President Donald Trump has repeatedly agreed to transactional trade and business deals that aid him politically or his family financially but weaken U.S. national security, according to former national security officials and Democrats.
The concerns come before a high-stakes meeting on Thursday between President Trump and President Xi Jinping of China, in which both leaders are under pressure to broker a trade deal. Chinese officials are expected to pressure Trump to approve the sale of advanced semiconductor chips that could help China create artificial intelligence-enhanced weapons in exchange for China easing recent restrictions it placed on U.S. access to rare earth minerals it controls, former national security officials said.
“Giving China access to cutting edge AI chips in exchange for raw materials is a terrible deal for America’s national security,” said Sen. Ron Wyden, D-Ore. “Our country’s technology advantage is not worth giving away just so Trump can get a few headlines.”
National security officials also say that Trump backed the sale of hundreds of thousands of advanced American semiconductor chips to the United Arab Emirates weeks after the country’s sovereign wealth fund invested $2 billion in a crypto-firm co-owned by the families of Trump and Steve Witkoff, a longtime friend and diplomatic envoy. And the president recently pardoned a crypto industry billionaire whose crypto firm, Binance, was ordered to pay a $4.3 billion fine after U.S. investigators found it helped users bypass sanctions.
“American national security is now for sale,” said a former senior national security official, who asked not to be named, citing fear of retaliation. “It’s all transactional.”
White House officials predicted that Trump will secure a trade deal with China that protects national security and fuels growth.
“President Trump pledged to put an end to the hollowing out of American industries and communities, not to make deals for the sake of making deals,” said Kush Desai, a White House spokesman. “The only deals that President Trump is willing to strike are deals that deliver on this pledge by putting Americans and America First.”
The criticism comes as Trump completes his first swing through Asia of his second term, cutting bilateral trade deals with Cambodia and Malaysia. His biggest prize would be securing a trade deal with China, with whom he has been engaged in an aggressive trade war after repeatedly threatening to slap an additional 100% tariffs on its exports.
“Giving China access to cutting edge AI chips in exchange for raw materials is a terrible deal for America’s national security. Our country’s technology advantage is not worth giving away just so Trump can get a few headlines.”
Sen. ron wyden, d-ore.
“During Trump’s first term, he followed a precedent sent by both Republican and Democratic administrations for decades,” experts and former national security officials said. They said the potential export of American technology that could give a rival nation a military advantage over the U.S. was not included as part of trade negotiations.
“Historically, whether it’s past Democratic or Republican administrations, there has long been an effort to separate export controls from trade talks,” said Matt Axelrod, who served as the head of export enforcement during the Biden administration. “It’s also a departure from the first Trump administration.”
Former national security officials also pointed to Trump’s failure to enforce a federal a law that required ByteDance, TikTok’s Chinese parent company, to divest its interest in the app or face a nationwide ban. They said China must have no control of TikTok’s algorithm, which they say would allow Beijing to spread propaganda to the app’s more than 100 million users in the U.S.

American lawmakers were so concerned about the risks of TikTok that they passed legislation signed by then-President Joe Biden in 2024 that required its sale within a year, a deadline Trump has repeatedly extended despite a ruling upholding the law from the Supreme Court.
Glenn Gerstell, who served as the general counsel of the National Security Agency from 2015 to 2020, said the expected finalization of a deal that will create a new ownership structure for TikTok will be an early indication of Trump’s approach. A key sign will be whether details of the agreement are made public, particularly whether ByteDance, its parent company, will retain any control of TikTok’s algorithm or data.
“Until they specifically say where the algorithm is, there is no way of knowing,” Gerstell said.
Americans for Responsible Innovation, a nonprofit bipartisan group that says it advocates for AI policies that are in the public interest, urged Trump not to sell additional advanced AI chips to China as part of a trade deal.
In July, the group sent a letter signed by several officials who served in Trump’s first administration, urging the president not to approve the sale to China of H20 semiconductor chips by Nvidia, based in California, after it was agreed that 15% of the proceeds would go to the U.S. government. Now, the group warns that Xi may push Trump to approve the sale to Beijing of even more advanced B30 chips.
Speaking to reporters on Air Force One on Wednesday, Trump said he might speak to Xi about what he called Nvidia’s “super-duper chip,” without elaborating, Reuters reported.
“I think we may be talking about that with President Xi,” Trump said, adding he was “very optimistic” about his meeting with Xi.
“This confirms our fears,” said Chris MacKenzie, Americans for Responsible Innovation’s head of communications.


Write the entries out in full, matching them exactly.

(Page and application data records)
------------------------
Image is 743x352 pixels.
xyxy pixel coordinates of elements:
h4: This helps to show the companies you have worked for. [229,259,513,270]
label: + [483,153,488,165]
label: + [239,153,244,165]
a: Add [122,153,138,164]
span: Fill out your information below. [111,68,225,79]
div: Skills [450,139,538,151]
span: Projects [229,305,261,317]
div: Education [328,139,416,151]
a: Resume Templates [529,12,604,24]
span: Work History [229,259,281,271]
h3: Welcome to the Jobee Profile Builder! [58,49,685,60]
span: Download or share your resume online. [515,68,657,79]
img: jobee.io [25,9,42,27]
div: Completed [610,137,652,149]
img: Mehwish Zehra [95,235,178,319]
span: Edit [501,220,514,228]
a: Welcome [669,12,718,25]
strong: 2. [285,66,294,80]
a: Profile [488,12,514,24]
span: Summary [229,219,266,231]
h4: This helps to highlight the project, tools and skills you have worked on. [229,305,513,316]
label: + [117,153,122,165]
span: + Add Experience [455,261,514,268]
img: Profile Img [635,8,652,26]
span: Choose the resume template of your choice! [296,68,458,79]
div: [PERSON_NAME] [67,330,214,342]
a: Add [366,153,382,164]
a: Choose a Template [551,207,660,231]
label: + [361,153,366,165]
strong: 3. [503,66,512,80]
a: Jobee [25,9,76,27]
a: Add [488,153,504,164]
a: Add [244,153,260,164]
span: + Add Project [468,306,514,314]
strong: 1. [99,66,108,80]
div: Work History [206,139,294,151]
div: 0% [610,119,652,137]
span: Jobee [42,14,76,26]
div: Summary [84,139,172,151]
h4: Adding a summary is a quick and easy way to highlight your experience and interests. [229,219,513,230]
------------------------
* [TASK RESULT]
Image is 743x352 pixels.
xyxy pixel coordinates of elements:
h4: This helps to show the companies you have worked for. [229,259,513,270]
label: + [483,153,488,165]
label: + [239,153,244,165]
a: Add [122,153,138,164]
span: Fill out your information below. [111,68,225,79]
div: Skills [450,139,538,151]
span: Projects [229,305,261,317]
div: Education [328,139,416,151]
a: Resume Templates [529,12,604,24]
span: Work History [229,259,281,271]
h3: Welcome to the Jobee Profile Builder! [58,49,685,60]
span: Download or share your resume online. [515,68,657,79]
img: jobee.io [25,9,42,27]
div: Completed [610,137,652,149]
img: Mehwish Zehra [95,235,178,319]
span: Edit [501,220,514,228]
a: Welcome [669,12,718,25]
strong: 2. [285,66,294,80]
a: Profile [488,12,514,24]
span: Summary [229,219,266,231]
h4: This helps to highlight the project, tools and skills you have worked on. [229,305,513,316]
label: + [117,153,122,165]
span: + Add Experience [455,261,514,268]
img: Profile Img [635,8,652,26]
span: Choose the resume template of your choice! [296,68,458,79]
div: [PERSON_NAME] [67,330,214,342]
a: Add [366,153,382,164]
a: Choose a Template [551,207,660,231]
label: + [361,153,366,165]
strong: 3. [503,66,512,80]
a: Jobee [25,9,76,27]
a: Add [488,153,504,164]
a: Add [244,153,260,164]
span: + Add Project [468,306,514,314]
strong: 1. [99,66,108,80]
div: Work History [206,139,294,151]
div: 0% [610,119,652,137]
span: Jobee [42,14,76,26]
div: Summary [84,139,172,151]
h4: Adding a summary is a quick and easy way to highlight your experience and interests. [229,219,513,230]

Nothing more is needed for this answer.